Perhaps all of this is why the Prop 19 campaign has been reduced to stating the obvious. "Moms say controlling and taxing marijuana is good for families," reads a Yes on 19 press release from last Tuesday. And here I thought that Nancy Botwin was just a character on Showtime. But on Thursday I learned that Dena Price, a 46-year-old mom in Ukiah, was busted for keeping her 15-year-old son home from school so that he could help harvest the 7-foot-tall cannabis plants in their backyard. Given the nature of the economy in Ukiah, I'm surprised that they don't teach bud trimming in high school.

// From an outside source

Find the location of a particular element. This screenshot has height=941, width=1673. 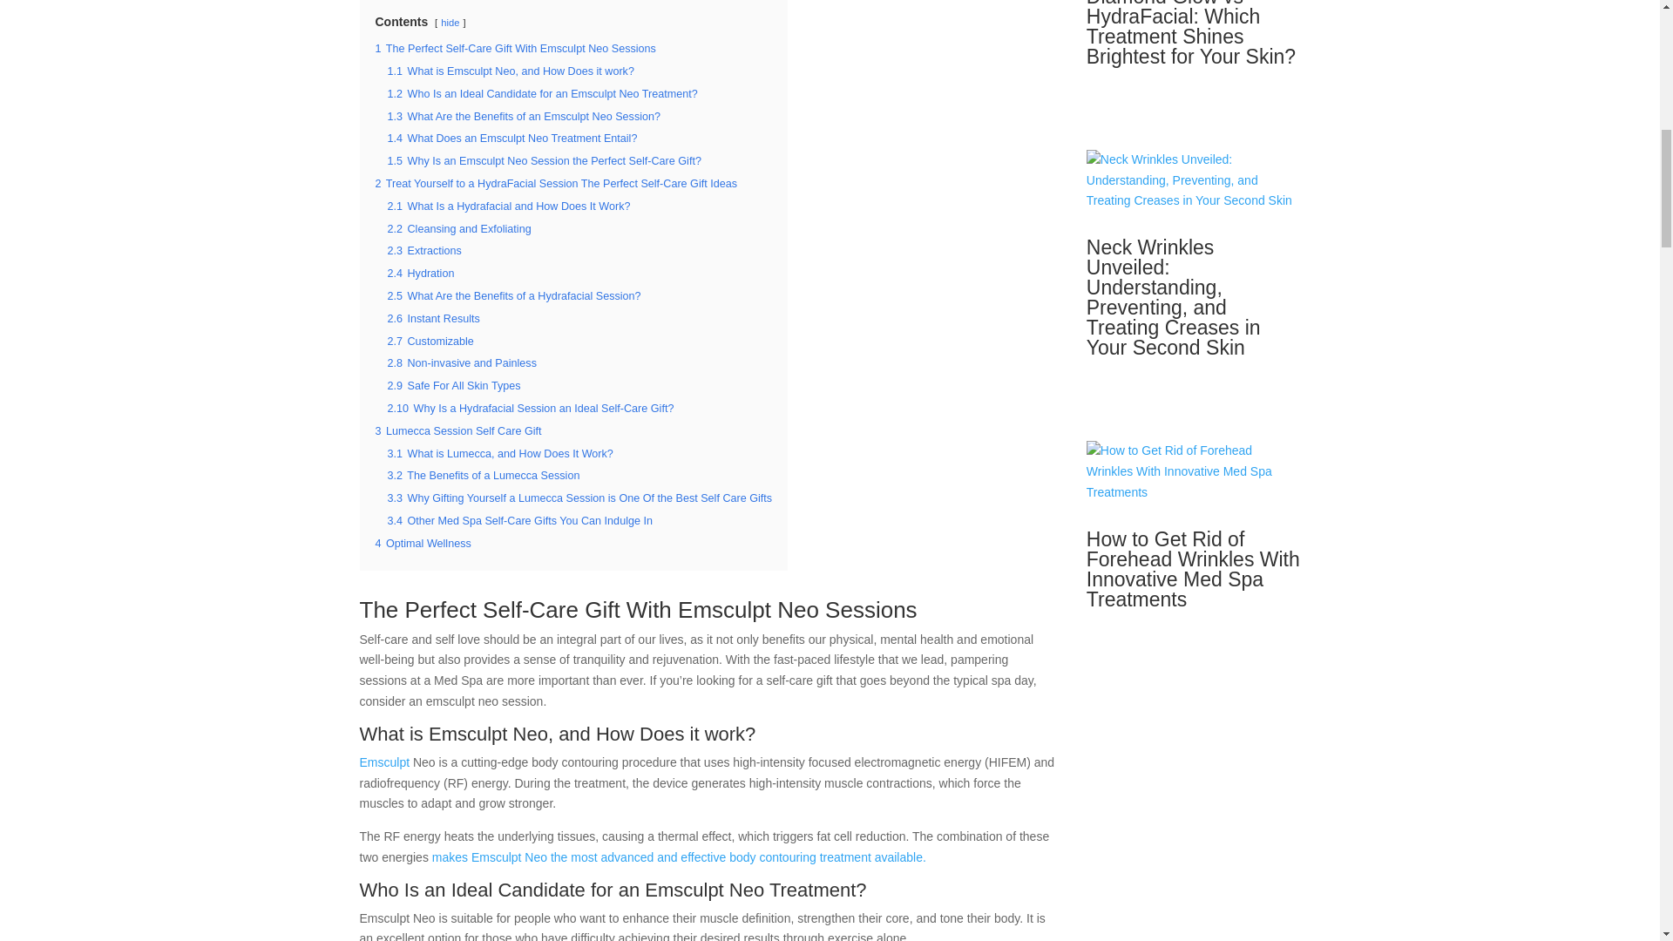

1 The Perfect Self-Care Gift With Emsculpt Neo Sessions is located at coordinates (515, 48).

Probably more influential in the Prop 19 debate are cops, who as a group tend to oppose legalization as a capitulation to the bad guys and maybe a threat to their job security. (A notable exception is San Jose Police Chief Joseph McNamara, who just cut a TV ad in which he proclaims that Prop 19 "will put drug cartels out of business.") On Saturday, the Pittsburgh Tribune-Review reported that a man had called the police to report that he'd been sold bad marijuana. "It was nasty," he said. (But probably not as nasty as the revelation that he was being charged with a crime). This dude's cluelessness could translate into brilliance in California. If the cops are worried about losing their jobs eradicating marijuana, why not just change the job description and have them eradicate criminally awful schwag? Now that would really put the Mexican cartels out of business.

And the Winner of the Final Brown/Whitman Debate Is. . .

| Wed Oct. 13, 2010 5:01 AM PDT

Tom Brokaw. Man, why can't this guy run for governor? Taking a break for his documentary gig to moderate the final Brown/Whitman debate, Brokaw outdid both candidates in cutting to the heart of the state's problems. He asked what Californians can do for California, if anything, and what they thought of polls showing that the state's voters were "utterly unrealistic" about what can be cut from government spending without affecting services. He asked whether Proposition 13 was a "sacred cow" or a "boulder in the road" to reform. And he wrapped up by wondering if the candidates supported any structural reforms such as major changes to California's dysfunctional constitution. He didn't get many straight answers. But he did straighten out Republican Meg Whitman at one point by fact-checking her claim that Brown had caused job losses while governing California in the '70s. (The national recession was to blame, Brokaw noted; Western states run by Republicans at the time had also lost jobs). It's nice to find somebody with enough perspective to see that the real story behind this race is the death of the California Dream. Too bad the state's electoral politics aren't really set up to discuss how to revive it.